The Jazz’n’Klezmer festival celebrates its 20th anniversary, with an assumed oriental touch


The event, which celebrates the instrumental and festive music born in the Jewish communities of Eastern Europe in the eighteenthe century, takes place largely in Paris, but also in Lyon, Nice and Montpellier, from November 9 to 27.

The Jazz’n’Klezmer festival celebrates from November 9 to 27 its 20e anniversary with its temple guardians, Denis Cuniot, Yom and DJ Socalled, the Israeli jazz scene, and an increasingly assumed oriental touch. This year, the concerts are mainly planned in Paris, epicenter of the event, but also in Lyon, Nice and Montpellier.

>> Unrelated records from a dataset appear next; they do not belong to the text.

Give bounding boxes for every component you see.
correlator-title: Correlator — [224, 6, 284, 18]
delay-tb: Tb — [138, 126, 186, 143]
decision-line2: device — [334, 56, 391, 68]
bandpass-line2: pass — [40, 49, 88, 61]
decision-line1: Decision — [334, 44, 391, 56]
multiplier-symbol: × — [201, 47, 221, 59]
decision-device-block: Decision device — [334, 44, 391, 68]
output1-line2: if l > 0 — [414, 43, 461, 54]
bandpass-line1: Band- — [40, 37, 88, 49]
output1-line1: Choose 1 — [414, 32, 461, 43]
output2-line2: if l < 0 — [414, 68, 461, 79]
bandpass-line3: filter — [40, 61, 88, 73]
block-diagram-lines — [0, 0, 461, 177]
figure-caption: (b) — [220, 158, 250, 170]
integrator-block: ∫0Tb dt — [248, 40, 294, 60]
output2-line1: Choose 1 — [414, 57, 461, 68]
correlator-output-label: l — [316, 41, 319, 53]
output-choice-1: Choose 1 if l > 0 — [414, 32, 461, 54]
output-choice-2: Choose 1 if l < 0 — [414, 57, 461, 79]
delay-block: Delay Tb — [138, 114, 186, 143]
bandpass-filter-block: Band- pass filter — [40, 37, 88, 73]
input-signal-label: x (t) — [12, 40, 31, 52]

“It’s a festival that is evolving well, which remains on its editorial line and which manages to renew itself every year”, considers the pianist Denis Cuniot, on the program for the eighth time in twenty years, in a creation for klezmer melodies and poetry. He was one of the first in France to revive the memory of klezmer, an instrumental and festive music born in the Jewish communities of Eastern Europe in the 18th century.

After nearly disappearing under the influence of pogroms, successive waves of emigration and the Holocaust, this music with repetitive motifs leading to trance was reborn in the 1970s with Buenos Aires as its starting point. This revival spread to Europe and France in the 1990s. Driven by this revival, Albert Kadouche, then director of the Espace Rachi Cultural Action Center, a center of Jewish culture in Paris, and his assistant Deborah Benassouline , also a jazz singer, launch the Jazz’n’Klezmer festival.

“I’m not sure his audience is growing, but there’s an enduring klezmer scene, very varied, with all facets of this music,” believes Denis Cuniot. Himself, the clarinettist Yom and DJ Socalled, will each give their version of a klezmer which, while evolving, has opened up to other styles: sometimes extroverted, festive, electro, mystical or literary.

Jazz’n’Klezmer also highlights the Israeli scene, represented this year by the duo Omer Avital (double bass)-Yonathan Avishai (piano) and the quartet of saxophonist Eli Degibri. The oriental touch will be brought in closing on November 27 by the Arabian-rock and the electro-oriental trances of the Marseille group Temenik Electric and the duo DuOud mixing the Middle Eastern notes of the oud – the equivalent of the lute in the Arab world – and electro. Or by Yemen blues, an Israeli band that offers a fusion of Yemeni songs, groove and funk.